Consumer Confusion Ahead

Get ready for the kind of pitches you're used to from phone wars.

While electric deregulation may sound appealing - with its prospect of lower rates - in practice it could prove bewildering.

You've been through the telephone wars that fill your mailbox with confetti and your dinner hour with sales pitches from people selling low long-distance rates.

Choosing electricity providers promises to be at least as confusing, but less financially rewarding. Where the phone wars slashed your bill, electric deregulation may offer only marginal savings.

To ensure that the change puts some change in consumers' pockets, some of the first states to deregulate, such as Massachusetts and California, are mandating rate cuts of 10 percent or more (see list of state activity, left).

But as such mandates are phased out during a transition period dictated by the states, some consumer advocates predict rate cuts will stall - at least in the short term.

"The reality is, there is not going to be anything cheaper available for residential and small business customers," says Rob Sargent of the Massachusetts Public Interest Research Group (MassPIRG) in Boston.

One reason: Power generation, the part of your power bill that's being opened up to free-market competition, accounts for less than 20 percent of a typical residential bill.

The bigger costs are for transmission and distribution - and that part of your bill will still be set under the old regulated-monopoly rules.

So, even if new power providers cut in generating costs by 10 percent, it will shave less than 2 percent off your total bill.

Nobody knows for sure how the prices will shake out.

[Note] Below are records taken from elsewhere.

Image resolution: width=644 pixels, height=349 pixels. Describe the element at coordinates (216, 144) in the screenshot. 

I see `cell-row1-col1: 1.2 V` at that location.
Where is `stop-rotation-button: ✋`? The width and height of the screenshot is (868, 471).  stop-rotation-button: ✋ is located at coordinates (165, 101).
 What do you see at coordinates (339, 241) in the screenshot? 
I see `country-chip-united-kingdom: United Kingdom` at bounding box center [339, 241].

And they will vary by region.

What is certain is that more and more Americans will be besieged with offers. Some companies may bundle electric power with Internet service or frequent-flier miles or cash back, for instance.

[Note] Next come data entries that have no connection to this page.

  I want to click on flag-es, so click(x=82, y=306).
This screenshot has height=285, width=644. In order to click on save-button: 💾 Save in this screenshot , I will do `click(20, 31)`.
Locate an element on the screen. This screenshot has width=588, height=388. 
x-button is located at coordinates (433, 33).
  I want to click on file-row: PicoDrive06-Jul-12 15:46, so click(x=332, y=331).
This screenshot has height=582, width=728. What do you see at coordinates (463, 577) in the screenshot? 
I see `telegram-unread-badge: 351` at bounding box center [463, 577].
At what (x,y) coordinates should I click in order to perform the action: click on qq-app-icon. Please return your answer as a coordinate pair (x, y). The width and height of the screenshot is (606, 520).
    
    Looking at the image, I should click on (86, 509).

In California, some new electric-service providers offer "green energy" - power produced mostly from hydro, wind, and solar sources - at a premium price.

Users should be cautious of such claims.

Just because you sign up with a company that offers environmental energy production doesn't mean that's where the electrons come from when you turn on your toaster.

Therein lies the confusion.

Officials admit it's impossible to know what power comes from what sources.

"It's more like owning an environmental mutual fund," says Linda Sherry of Consumer Action, a San Francisco-based watchdog group. Your money supports the environmental cause, but perhaps indirectly.

In most states, electric bills will have a section labeled something like "competition transition cost." This will pay for investments utilities made in unprofitable nuclear and other power plants.

Old rules made utilities responsible for providing enough power to meet peak demand at any cost, and these plants arguably made sense. But they add up to as much as 40 percent of current electric bills. And it will take as long as 10 years to pay for them.

The one state that refused to reimburse utilities for these debts, New Hampshire, has seen its deregulation efforts stymied in court.

To get lower rates, consumers could turn to "power brokers," wholesalers who combine small power users into groups large enough to negotiate discounts. Apartments in a building or houses in a neighborhood could use these middlemen. And while individuals could choose another provider, the power brokers will likely offer the lowest rates.

Another strategy, Ms. Sherry recommends, is finding companies that offer lower rates for off-peak usage.

It's too early to know what advice to give consumers, Sherry says. But consumer groups will be paying close attention to states that implement deregulation first.